Posts Tagged ‘work’

Checking out

October 27, 2017

Walgreens

I was standing on line at the Duane Reade/Walgreens on 57th St. and 6th Avenue during lunchtime. An expensive Business Suit reeking of finance was ready to check out his purchases with the cashier, a 60-something Asian male with a bowl haircut.

“Hey,” said the Suit to the cashier, brandishing a Visa card. “Someone left their credit card! Look! She’s leaving the store. Go stop her and give her the card!”

As the cashier took off, the Suit remained immobile, reveling in save-the-day mode, and overseeing as the poor cashier abandoned his post and sprinted to the front door, frantically semaphore-ing the plastic card and pleading, “Excuse me! Excuse me!”

The woman stopped abruptly (for the record, she resembled Susie Essman from Larry David’s Curb Your Enthusiam), her face a frozen rictus of Who the hell and why are you chasing after me, you maniac? One of her feet was already planted on the sidewalk.

“You forget your card? You forget your card?” the desperate cashier called out.

A mere glance at the neon-blue color of the small plastic rectangle revealed the answer. “No!” she rasped. “That’s not my card!” She stormed out.

The cashier trotted dutifully back to his post.

The Suit would not be dissuaded from his humanitarian mission. “Who was your last customer?” he demanded.

“Someone else,” said the cashier.

 

 

Work!

August 4, 2011

“Did you ever wish that sometimes you could freeze-frame a single moment in your day, look at it and say: ‘This is not my life!’    – uttered by Robin Williams in the movie, Mrs. Doubtfire.

It’s incredible what a bad economy, need of a paycheck and morbid fear of being without health insurance will make a person put up with.

Not to mention sitting in an environment from 9 to 5 each day very much like the one pictured above. Staring into a corner at a computer monitor for eight soul-sucking hours.

Certainly not good feng shui, according to my friend, Roberta. And she’s right. Sitting with my back to the entryway of this claustrophobic arrangement of cubicles leaves me vulnerable to attack.

My work mates (maybe mates is not a good word choice) talk about me when I depart our cubicular enclave (nicknamed “The Cave” for its lack of air, windows and evolved humankind) for the netherworld of the mailroom or solace of the copier.

I’m not paranoid. I know they talk about me by the pitying look I get, upon my return, from the guy who sits next to me, my only office friend, who, quite possibly is also the biggest gossip in the place. Also, because he has told me they talk about me.

But I don’t hold it against him. He’s just being self-protective. A nervous wreck, he knows they talk about him, too.

At times, I have overheard the two women across from me whispering about me while I’m still seated at my desk!

She’s overworked, I hear them say, but condescendingly so, as if it’s my fault for putting up with it.

You see, they have perfected the art of doing as little as possible for as long as possible and spend about 40% of their workday shopping for junk and reading online tabloids, while surreptitiously extending their lunch hour to 90 minutes.

“Work!” as Maynard G. Krebs used to yelp on the Dobie Gillis Show.

So, today, my boss — god, I hate the word, boss, and all it infers, as if this person has the right to, you know, boss me around on a whim — comes strolling into our cubicle cluster carrying a fat file under his arm. He brings it over to Gossip #1 and asks her if she wrote the post-it note attached to it.

And she says, No. Maybe Sue [me] wrote it. I swivel around on my chair, glance at it and say, Yes, I wrote it. And then he says, Oh, your handwriting isn’t usually this neat so I couldn’t tell.

WTF? I can always depend on him to not say something good, loudly.

And to top things off, I’ve been out of turpentine for a week, forgot to buy it last weekend, have not been at the easel because I can’t clean my brushes, and will be ready to choke someone tomorrow if they say one more thing about me, behind or in front of my back.

FREEZE FRAME!     THIS IS NOT MY LIFE!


» **WORK TASK**
Once every line containing "uitleg" has been counted, report the total for the data and nothing else.

» **DATA FOR ANALYSIS**
§ §

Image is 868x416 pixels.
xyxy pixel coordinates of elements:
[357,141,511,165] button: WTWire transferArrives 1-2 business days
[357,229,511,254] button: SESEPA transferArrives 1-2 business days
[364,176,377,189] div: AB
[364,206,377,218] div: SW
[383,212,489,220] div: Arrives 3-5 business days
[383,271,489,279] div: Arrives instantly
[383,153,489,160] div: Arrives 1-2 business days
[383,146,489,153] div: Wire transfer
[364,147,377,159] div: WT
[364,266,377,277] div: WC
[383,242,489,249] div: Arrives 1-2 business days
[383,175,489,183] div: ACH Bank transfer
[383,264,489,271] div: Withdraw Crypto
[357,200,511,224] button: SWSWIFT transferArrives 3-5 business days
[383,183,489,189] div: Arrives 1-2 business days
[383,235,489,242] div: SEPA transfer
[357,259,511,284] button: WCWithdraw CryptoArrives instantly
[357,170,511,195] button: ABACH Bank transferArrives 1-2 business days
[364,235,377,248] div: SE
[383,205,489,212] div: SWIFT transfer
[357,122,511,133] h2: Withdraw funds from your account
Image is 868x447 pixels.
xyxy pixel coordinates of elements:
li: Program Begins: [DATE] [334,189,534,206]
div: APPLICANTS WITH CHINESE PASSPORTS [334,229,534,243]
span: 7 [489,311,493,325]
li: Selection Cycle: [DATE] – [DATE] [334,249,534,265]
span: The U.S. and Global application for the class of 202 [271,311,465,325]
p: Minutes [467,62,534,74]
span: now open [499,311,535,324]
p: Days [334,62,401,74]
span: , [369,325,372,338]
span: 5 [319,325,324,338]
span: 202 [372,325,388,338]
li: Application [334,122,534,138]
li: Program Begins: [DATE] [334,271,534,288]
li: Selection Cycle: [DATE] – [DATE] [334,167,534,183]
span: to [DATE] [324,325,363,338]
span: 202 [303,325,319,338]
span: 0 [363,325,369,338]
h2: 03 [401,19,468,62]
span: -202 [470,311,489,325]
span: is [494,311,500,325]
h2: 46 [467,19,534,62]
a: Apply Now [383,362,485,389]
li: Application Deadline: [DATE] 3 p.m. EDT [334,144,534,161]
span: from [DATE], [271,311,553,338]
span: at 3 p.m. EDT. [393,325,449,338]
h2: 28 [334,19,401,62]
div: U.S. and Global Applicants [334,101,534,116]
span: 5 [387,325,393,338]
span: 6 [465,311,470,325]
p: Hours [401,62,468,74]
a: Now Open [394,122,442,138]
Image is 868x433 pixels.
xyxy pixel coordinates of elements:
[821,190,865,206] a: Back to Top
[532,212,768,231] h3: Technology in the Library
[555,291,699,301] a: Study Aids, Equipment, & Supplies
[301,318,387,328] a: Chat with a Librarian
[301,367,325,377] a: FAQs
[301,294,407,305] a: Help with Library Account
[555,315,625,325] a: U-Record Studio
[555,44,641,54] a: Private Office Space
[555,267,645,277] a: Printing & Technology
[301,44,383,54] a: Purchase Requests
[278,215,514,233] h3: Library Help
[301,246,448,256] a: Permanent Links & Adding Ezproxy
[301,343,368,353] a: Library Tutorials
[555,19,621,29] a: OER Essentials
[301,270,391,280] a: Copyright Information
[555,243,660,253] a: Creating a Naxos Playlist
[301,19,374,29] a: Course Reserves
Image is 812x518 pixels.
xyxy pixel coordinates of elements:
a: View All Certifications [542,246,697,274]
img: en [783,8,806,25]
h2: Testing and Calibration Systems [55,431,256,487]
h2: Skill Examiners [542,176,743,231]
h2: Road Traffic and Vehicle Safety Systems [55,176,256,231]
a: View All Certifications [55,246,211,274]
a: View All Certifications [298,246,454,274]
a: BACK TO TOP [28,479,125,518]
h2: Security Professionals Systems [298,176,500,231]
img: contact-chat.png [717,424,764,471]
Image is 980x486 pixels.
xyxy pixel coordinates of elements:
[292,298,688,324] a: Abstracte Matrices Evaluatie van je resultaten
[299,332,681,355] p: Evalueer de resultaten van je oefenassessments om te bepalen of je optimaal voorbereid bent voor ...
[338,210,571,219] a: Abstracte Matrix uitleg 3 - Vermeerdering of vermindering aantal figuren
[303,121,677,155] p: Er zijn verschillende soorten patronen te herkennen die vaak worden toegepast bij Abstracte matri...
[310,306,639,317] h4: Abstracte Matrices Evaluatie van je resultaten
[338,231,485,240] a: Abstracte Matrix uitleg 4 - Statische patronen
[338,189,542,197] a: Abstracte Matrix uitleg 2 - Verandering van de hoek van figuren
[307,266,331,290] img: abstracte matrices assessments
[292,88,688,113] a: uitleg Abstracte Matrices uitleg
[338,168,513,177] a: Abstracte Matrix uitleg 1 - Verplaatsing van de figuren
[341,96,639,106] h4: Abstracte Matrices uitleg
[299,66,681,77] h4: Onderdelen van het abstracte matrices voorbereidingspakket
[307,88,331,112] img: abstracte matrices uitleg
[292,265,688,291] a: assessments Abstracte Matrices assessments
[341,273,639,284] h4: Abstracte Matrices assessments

§ §

» **PROBLEM SOLUTION**
7